I think a lot of fourth-century theologians, and modern scholars who study them, would be scratching their heads to hear themselves escreibes as both docetic and adoptinist. And yes, I have read Yamauchi’s paper. It was pretty good but not the most important thing on the topic. As to gignomai, you probably know, since you appear to know Greek, that Baur-Arndt-Gingrich-Danker gives “born” as the first definition, as, more important, does Liddell-Scott and the New Cambridge Lexicon — with, of course, plenty of classical examples.

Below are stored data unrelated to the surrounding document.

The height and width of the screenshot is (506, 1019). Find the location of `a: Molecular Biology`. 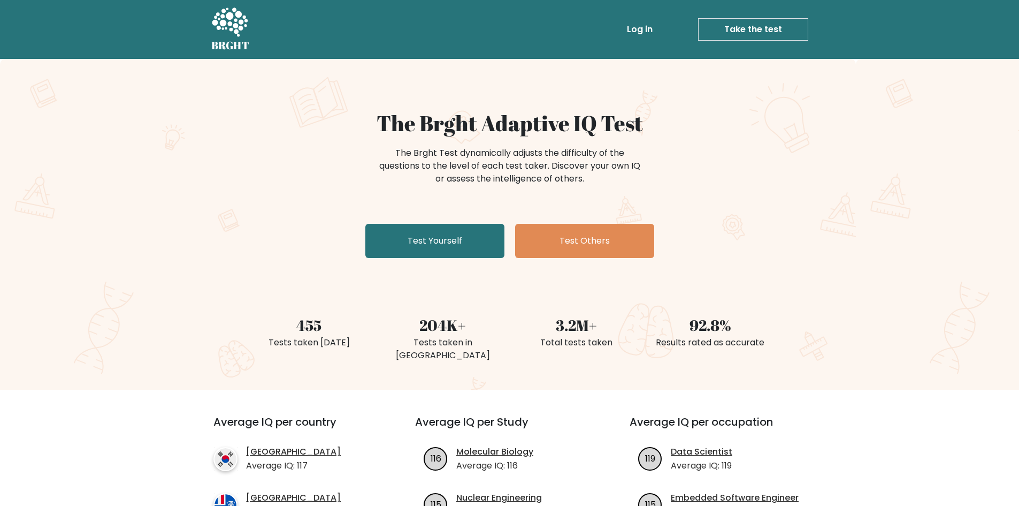

a: Molecular Biology is located at coordinates (495, 452). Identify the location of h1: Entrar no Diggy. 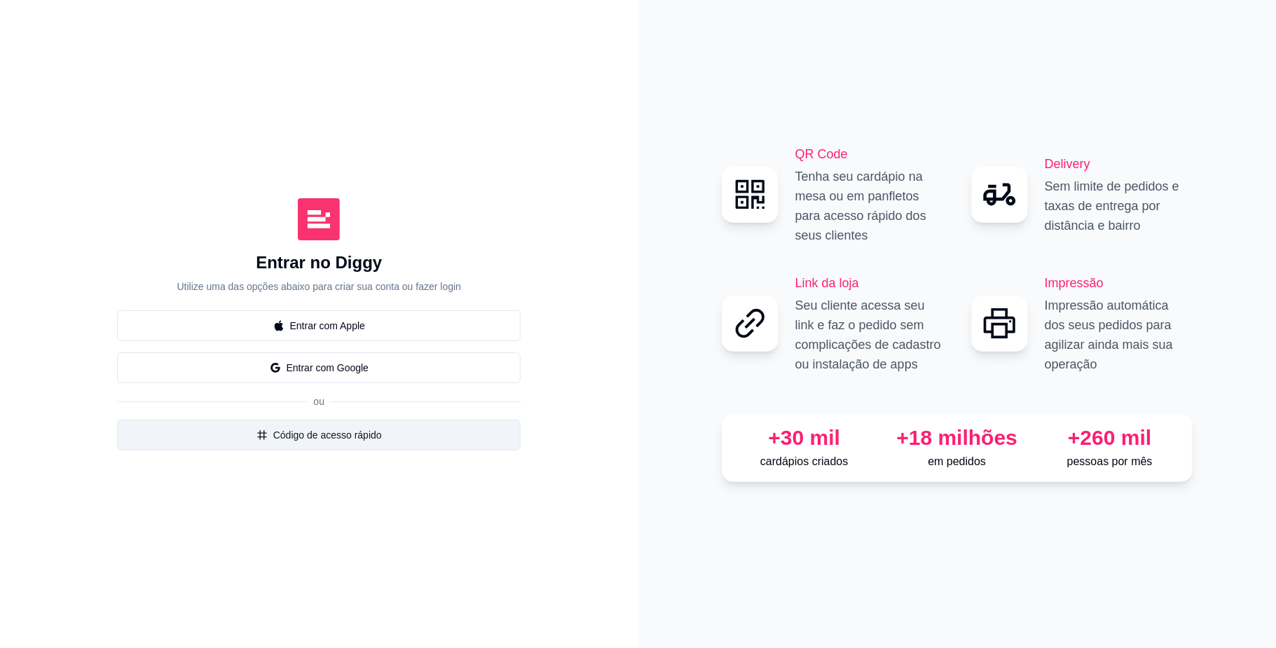
(319, 263).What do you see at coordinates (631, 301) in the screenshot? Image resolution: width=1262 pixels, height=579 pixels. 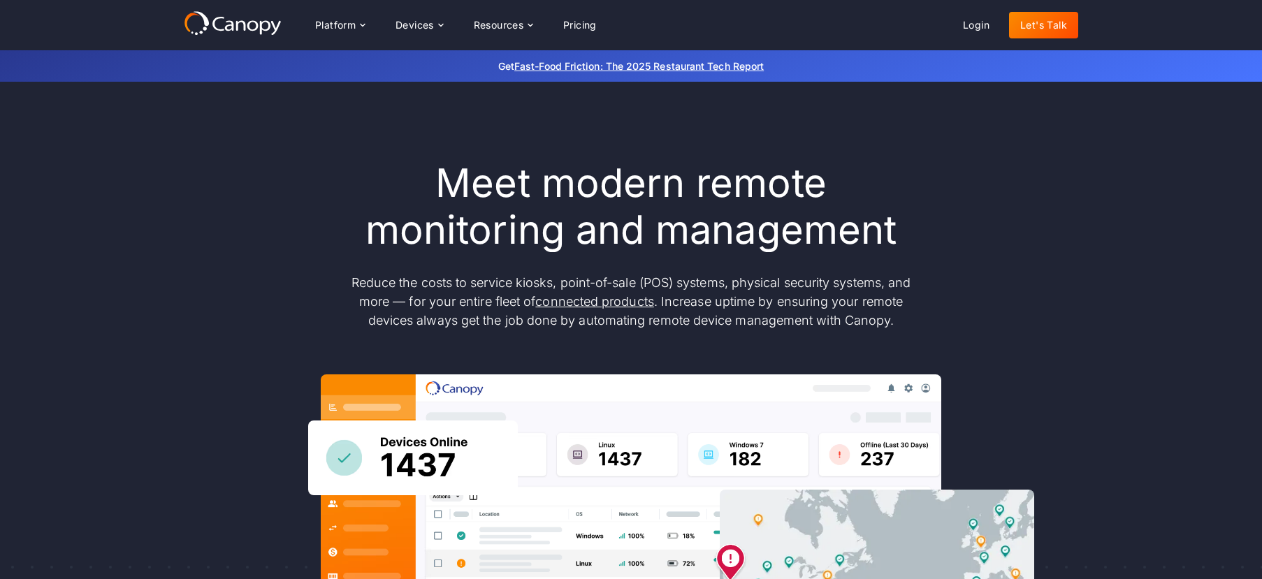 I see `p: Reduce the costs to service kiosks, point-of-sale (POS) systems, physical security systems, and m...` at bounding box center [631, 301].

Letˋs stick with the example: “Ginomai + ek”. According to you, scribes were seeking to change this in order to stress the birth of the seed of David respectively the birth of a woman. So that was actually your own reasoning.. “Classic examples” from philosophers or from the bible ? – I named an example from Luke 3:22. What do you make of Luke 3:22 ? Quote from your book (Rm 1:3): “the change was a matter of the substitution of a word in the versions and of a few simple letters in Greek (from genomenon to gennaomenon), so that now the text speaks not of Christ “coming from the seed of David ” but of his “being born of the seed of David.” – as for theologians, we knew how skewed their ability to reason is. Dogmatism kills reasoning. Fact is: God, the Son (which does not exists in the first place) gave the enhypostasis to the human nature, which was an anhypostasis. No conversion took place, no mixture. That is a real man ? Come on. It is not “becoming” either but “taking on”. If I “take on” my jacket, I am not the jacket.